Coralie McKeivor spent eight years on the committee before landing the chair. On 1 March 2026, the Freeths real estate director stepped into the top role at Women in Property’s South West branch, where she’ll steer regional strategy through February 2027.
The appointment reflects a long game in an industry where gender parity remains elusive. Property and construction still skew heavily male, particularly in senior roles, and Women in Property exists to shift that reality through mentoring, schools outreach, and the kind of professional networks that open doors.
McKeivor won’t be working alone. Chloe Llewellin from Gleeds and Emma Burman from Morgan Civil and Structural join her as vice chairs, forming a three-person leadership team tasked with delivering the branch’s 2026-27 programme.
The national picture provides context. Women in Property is rolling out a Future Industries programme this year, designed to pull young and diverse talent into the sector before traditional recruitment patterns cement themselves. The organisation will also anchor discussions at UKREiiF in May and host its People-Innovation-Place Summit in Manchester on 23 April.
Those national initiatives cascade down to regional branches, where volunteers—McKeivor among them for nearly a decade—translate strategy into action. Schools outreach programmes aim to catch students before career paths solidify. Mentoring schemes pair early-career professionals with veterans who’ve navigated the obstacles. Networking events attempt to replicate the informal connections that have historically favoured men.
“I am honoured to be appointed as Branch Chair and to help guide our regional team,” McKeivor said. “Women in Property’s ethos is all about empowering people and improving gender parity in the industry, which is something I’m passionate about.”
Her focus skews practical rather than aspirational. “I’m particularly focused on ensuring inclusion is embedded in everything we do, from how we network to how we support career progression,” she explained. “Our South West committee of dedicated volunteers delivers key initiatives including Schools Outreach, Inclusion and Mentoring, supported by a fantastic multi-disciplinary network that encourages the cross-fertilisation of ideas.”
That phrase—”how we network”—signals attention to the mechanics of professional advancement. Networking events can replicate existing power structures if they’re not designed deliberately. Who gets invited, who speaks, who gets introduced to whom, whether events accommodate caring responsibilities—these details determine whether inclusion rhetoric translates to actual opportunity.
McKeivor’s employer has its own credentials in this space. Freeths, a top 50 commercial law firm, holds B Corporation certification and boasts an array of workplace awards: Stonewall’s Proud Employer ‘Champion’ status, Gold from Investors in People in 2025, and a spot in Working Families’ Top 30 Employers the same year. The firm also secured Tommy’s Champion status in 2025, recognising support for employees navigating pregnancy loss and premature birth.
Those accolades sit alongside heavyweight legal wins. Freeths represented 555 sub-postmasters in their landmark High Court victory against the Post Office, a case that exposed one of Britain’s most significant miscarriages of justice. The firm continues advising on subsequent compensation schemes tied to the Horizon scandal.
Clients include Centrica, ENGIE, Aldi, Mercedes-Benz UK, Tarmac, Experian, and Lloyds Bank. The firm took Law Firm of the Year at both the City AM Awards 2025 and Legal Business Awards 2024, and finished runner-up for UK Firm of the Year at The Lawyer Awards 2025.
Balancing a demanding legal practice with voluntary leadership presents its own challenges. Regional chairs at organisations like Women in Property typically juggle strategy sessions, event planning, fundraising, and member support alongside full-time professional roles. The commitment can stretch to 10 or 15 hours a week during peak periods.
For McKeivor, the investment reflects a longer view. Eight years on a committee provides intimate knowledge of what works and what doesn’t—which initiatives actually move the needle on gender balance, which merely perform inclusion without delivering it.
The South West property sector will provide the testing ground. Over the next 12 months, the branch will run its schools programme, pair mentors with mentees, and host networking events designed with deliberate inclusion in mind. Whether those efforts chip away at the industry’s gender imbalance won’t be clear until long after McKeivor’s term ends.
What’s certain is the timeline. By 28 February 2027, she’ll hand the chair to a successor, hopefully having embedded practices that outlast any single leader’s tenure. That’s the theory, anyway. The property and construction sectors have proven stubbornly resistant to demographic change before.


**WHAT IS REQUIRED**
Report every line below that has the string "marker" in it.

**SUPPLIED MATERIAL**

<<<<

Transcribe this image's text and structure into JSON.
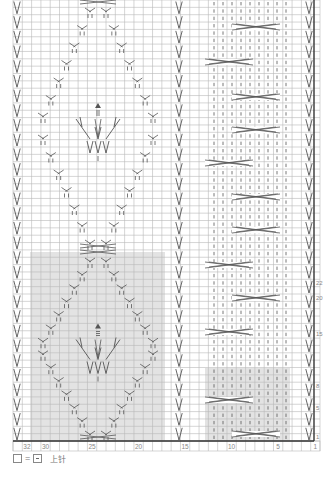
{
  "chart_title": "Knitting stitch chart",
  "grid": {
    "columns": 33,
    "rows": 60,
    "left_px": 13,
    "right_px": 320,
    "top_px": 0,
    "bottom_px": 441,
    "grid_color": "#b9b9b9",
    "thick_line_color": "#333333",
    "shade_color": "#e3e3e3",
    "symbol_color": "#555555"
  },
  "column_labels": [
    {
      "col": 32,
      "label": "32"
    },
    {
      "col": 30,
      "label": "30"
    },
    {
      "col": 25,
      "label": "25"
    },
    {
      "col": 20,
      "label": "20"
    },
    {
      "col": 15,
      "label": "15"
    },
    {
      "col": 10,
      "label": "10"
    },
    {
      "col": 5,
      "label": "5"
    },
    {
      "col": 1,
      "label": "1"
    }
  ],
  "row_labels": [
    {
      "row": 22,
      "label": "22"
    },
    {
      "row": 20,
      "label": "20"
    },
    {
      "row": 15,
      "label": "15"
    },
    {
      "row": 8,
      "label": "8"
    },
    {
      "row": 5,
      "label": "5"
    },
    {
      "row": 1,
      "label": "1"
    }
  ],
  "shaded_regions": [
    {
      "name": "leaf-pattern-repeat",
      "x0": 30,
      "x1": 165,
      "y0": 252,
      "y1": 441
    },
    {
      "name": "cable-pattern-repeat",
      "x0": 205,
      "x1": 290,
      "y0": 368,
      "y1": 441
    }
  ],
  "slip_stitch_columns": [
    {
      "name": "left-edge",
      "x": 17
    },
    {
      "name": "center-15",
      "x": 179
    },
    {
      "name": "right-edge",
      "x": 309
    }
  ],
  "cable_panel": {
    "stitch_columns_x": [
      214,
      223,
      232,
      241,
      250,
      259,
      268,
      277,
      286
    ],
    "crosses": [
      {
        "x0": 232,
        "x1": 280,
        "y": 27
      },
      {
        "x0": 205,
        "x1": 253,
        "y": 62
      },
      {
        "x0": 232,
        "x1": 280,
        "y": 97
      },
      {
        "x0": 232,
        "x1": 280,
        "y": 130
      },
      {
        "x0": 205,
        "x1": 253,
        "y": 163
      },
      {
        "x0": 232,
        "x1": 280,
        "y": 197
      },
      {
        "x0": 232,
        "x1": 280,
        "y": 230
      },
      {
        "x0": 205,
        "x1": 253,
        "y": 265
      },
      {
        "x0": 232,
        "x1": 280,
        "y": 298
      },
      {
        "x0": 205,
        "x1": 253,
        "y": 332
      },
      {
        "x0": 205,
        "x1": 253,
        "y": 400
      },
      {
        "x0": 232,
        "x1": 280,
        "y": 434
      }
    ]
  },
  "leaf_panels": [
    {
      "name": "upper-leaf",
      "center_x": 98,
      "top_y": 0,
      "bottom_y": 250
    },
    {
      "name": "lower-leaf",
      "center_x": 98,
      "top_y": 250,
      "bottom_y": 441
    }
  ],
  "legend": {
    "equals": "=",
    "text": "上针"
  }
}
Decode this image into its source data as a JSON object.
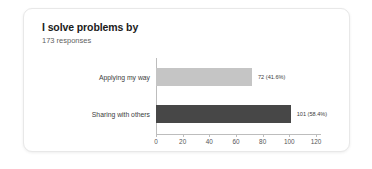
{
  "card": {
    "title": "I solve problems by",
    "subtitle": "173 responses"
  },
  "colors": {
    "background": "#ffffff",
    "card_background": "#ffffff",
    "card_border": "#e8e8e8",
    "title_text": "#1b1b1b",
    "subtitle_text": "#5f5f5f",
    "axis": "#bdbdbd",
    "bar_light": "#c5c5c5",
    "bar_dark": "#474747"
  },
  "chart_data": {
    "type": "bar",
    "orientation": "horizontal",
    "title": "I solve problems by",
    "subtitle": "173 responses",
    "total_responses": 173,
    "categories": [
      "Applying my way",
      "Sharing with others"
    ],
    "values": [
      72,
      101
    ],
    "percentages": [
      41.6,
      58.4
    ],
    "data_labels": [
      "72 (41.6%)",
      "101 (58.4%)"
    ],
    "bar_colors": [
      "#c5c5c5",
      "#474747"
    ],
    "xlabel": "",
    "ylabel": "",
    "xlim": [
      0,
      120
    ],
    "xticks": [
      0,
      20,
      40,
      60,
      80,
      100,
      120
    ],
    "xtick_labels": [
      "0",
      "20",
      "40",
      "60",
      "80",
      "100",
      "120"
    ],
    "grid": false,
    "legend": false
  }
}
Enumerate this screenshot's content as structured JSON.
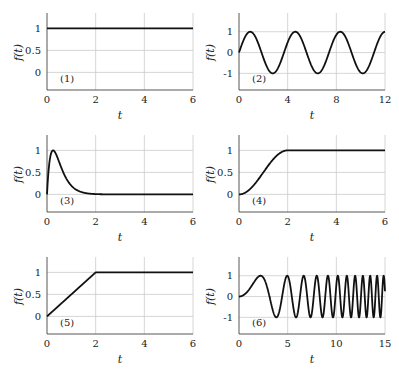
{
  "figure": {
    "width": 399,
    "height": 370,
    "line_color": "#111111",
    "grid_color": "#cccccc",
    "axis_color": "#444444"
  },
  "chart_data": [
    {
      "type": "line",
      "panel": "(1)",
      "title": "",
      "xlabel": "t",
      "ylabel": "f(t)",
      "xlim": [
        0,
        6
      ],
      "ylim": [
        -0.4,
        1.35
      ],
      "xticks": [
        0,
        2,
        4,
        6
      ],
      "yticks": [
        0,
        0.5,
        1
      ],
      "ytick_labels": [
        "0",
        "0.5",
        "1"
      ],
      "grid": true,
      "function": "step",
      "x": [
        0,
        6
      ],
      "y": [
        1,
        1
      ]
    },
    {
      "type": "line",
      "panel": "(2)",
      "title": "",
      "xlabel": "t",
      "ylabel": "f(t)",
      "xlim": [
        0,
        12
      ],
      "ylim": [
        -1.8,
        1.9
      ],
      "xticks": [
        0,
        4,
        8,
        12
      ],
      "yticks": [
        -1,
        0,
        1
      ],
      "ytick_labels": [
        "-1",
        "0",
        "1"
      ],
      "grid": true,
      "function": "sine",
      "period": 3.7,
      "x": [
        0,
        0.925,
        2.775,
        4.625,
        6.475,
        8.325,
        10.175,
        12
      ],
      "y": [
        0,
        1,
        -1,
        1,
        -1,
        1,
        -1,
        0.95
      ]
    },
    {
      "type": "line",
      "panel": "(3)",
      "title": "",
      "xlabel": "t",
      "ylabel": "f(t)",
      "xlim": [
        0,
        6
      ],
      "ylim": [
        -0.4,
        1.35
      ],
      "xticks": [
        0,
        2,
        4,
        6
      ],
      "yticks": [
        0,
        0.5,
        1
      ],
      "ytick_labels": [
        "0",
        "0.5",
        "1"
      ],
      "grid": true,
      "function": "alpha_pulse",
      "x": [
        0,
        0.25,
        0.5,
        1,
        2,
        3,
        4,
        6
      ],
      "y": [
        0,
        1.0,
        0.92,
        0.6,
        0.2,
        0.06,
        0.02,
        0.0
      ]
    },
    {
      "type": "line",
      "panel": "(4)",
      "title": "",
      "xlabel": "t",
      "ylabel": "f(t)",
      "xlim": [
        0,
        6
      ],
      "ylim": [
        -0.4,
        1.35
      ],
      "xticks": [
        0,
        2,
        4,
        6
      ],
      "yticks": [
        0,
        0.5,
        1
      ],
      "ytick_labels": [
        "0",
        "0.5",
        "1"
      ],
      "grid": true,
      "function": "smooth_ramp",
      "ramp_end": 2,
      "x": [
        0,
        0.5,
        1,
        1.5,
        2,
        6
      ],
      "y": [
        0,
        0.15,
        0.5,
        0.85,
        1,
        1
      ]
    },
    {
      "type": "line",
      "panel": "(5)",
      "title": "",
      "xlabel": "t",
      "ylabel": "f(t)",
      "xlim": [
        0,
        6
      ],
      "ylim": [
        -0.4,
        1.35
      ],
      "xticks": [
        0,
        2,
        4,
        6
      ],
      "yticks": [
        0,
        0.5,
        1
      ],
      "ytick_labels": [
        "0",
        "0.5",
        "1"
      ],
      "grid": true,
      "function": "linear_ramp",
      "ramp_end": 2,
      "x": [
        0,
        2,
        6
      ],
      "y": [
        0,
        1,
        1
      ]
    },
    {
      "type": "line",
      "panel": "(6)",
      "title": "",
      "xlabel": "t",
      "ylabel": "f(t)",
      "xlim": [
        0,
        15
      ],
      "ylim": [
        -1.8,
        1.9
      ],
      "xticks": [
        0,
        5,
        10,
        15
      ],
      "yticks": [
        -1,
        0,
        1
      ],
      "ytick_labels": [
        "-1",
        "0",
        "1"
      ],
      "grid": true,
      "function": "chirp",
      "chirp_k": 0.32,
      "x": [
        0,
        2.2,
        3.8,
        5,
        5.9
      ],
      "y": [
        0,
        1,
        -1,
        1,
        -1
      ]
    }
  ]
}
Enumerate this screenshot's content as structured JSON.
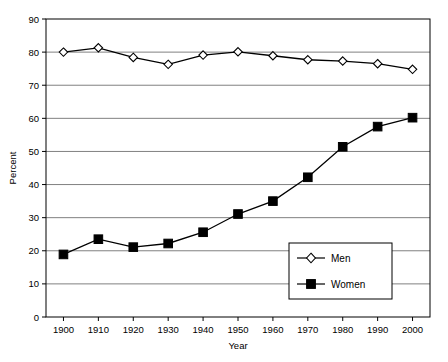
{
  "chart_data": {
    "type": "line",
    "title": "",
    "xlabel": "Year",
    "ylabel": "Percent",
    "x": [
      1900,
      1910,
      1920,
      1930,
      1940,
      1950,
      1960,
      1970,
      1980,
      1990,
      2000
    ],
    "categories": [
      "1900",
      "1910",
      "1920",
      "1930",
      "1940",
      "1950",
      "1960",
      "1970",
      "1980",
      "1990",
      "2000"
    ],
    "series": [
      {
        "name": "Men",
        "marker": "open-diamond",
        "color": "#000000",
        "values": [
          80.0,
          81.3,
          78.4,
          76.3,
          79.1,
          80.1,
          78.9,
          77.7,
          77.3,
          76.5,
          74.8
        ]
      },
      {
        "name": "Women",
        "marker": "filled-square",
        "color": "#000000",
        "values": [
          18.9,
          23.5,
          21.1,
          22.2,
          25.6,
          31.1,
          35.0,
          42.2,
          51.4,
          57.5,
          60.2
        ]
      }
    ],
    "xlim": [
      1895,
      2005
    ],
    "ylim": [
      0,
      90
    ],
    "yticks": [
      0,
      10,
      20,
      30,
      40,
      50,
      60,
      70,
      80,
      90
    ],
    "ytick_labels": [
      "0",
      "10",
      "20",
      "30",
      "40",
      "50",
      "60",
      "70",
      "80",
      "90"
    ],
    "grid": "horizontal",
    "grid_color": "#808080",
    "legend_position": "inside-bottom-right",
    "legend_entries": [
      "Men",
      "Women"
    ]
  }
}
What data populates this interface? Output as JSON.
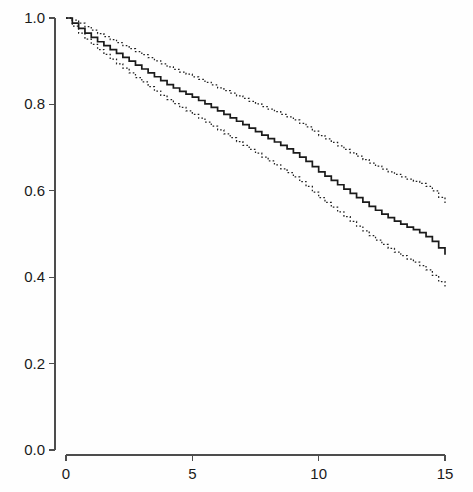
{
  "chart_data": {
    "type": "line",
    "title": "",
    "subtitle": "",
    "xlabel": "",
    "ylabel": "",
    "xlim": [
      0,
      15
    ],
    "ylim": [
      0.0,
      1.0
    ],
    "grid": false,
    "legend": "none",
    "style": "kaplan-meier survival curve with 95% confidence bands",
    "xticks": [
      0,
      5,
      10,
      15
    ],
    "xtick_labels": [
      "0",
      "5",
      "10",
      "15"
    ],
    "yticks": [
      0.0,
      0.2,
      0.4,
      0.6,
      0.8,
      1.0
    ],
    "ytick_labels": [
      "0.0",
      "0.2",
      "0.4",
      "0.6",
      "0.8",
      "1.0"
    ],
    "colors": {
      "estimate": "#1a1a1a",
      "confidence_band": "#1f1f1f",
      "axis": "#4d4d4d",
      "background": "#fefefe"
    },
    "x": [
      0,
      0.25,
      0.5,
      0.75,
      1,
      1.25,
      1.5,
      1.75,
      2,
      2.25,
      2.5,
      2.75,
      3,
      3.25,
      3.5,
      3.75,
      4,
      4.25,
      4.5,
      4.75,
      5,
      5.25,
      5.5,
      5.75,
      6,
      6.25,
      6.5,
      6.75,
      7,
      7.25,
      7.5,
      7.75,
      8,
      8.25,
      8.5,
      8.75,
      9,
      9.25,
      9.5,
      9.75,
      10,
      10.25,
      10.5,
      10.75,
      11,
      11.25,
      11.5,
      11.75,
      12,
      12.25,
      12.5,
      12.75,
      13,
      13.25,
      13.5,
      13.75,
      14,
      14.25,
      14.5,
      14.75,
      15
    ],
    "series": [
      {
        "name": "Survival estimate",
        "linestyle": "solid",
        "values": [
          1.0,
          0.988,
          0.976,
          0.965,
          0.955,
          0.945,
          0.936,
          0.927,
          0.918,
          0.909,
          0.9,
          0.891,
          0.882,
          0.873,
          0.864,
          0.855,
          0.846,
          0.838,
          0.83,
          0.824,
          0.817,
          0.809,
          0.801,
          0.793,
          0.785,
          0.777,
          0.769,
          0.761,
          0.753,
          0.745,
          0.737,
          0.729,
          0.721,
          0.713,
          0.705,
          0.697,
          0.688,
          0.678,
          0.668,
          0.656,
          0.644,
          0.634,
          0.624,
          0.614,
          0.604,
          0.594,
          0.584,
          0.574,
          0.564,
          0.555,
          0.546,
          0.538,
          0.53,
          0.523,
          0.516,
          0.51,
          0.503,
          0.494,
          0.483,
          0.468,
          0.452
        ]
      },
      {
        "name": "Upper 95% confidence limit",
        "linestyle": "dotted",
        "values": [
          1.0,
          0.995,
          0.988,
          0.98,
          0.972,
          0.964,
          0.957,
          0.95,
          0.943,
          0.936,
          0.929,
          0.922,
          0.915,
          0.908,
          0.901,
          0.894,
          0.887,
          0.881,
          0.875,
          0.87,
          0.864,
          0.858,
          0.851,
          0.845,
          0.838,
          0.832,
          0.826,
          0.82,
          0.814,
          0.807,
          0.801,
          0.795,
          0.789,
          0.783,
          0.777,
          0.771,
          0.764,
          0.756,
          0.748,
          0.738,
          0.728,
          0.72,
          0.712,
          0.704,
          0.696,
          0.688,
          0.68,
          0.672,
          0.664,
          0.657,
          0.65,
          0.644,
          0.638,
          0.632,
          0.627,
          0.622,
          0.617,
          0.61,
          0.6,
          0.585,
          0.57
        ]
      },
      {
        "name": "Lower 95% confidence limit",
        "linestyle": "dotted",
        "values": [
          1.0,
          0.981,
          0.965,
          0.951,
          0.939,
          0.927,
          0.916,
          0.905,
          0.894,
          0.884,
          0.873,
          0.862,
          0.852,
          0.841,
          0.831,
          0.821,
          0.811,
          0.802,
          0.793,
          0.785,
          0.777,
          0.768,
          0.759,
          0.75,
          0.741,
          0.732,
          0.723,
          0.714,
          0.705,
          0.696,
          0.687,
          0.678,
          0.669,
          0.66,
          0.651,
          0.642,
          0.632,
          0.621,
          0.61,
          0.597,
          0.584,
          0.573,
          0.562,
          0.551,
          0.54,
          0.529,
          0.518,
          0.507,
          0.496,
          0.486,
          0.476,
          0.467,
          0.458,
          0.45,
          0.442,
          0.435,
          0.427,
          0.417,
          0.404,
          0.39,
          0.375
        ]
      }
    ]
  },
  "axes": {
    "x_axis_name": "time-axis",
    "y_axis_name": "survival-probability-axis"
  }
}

>>>>

**EXPECTED ANSWER**
        "marker": "open-diamond",
        "marker": "filled-square",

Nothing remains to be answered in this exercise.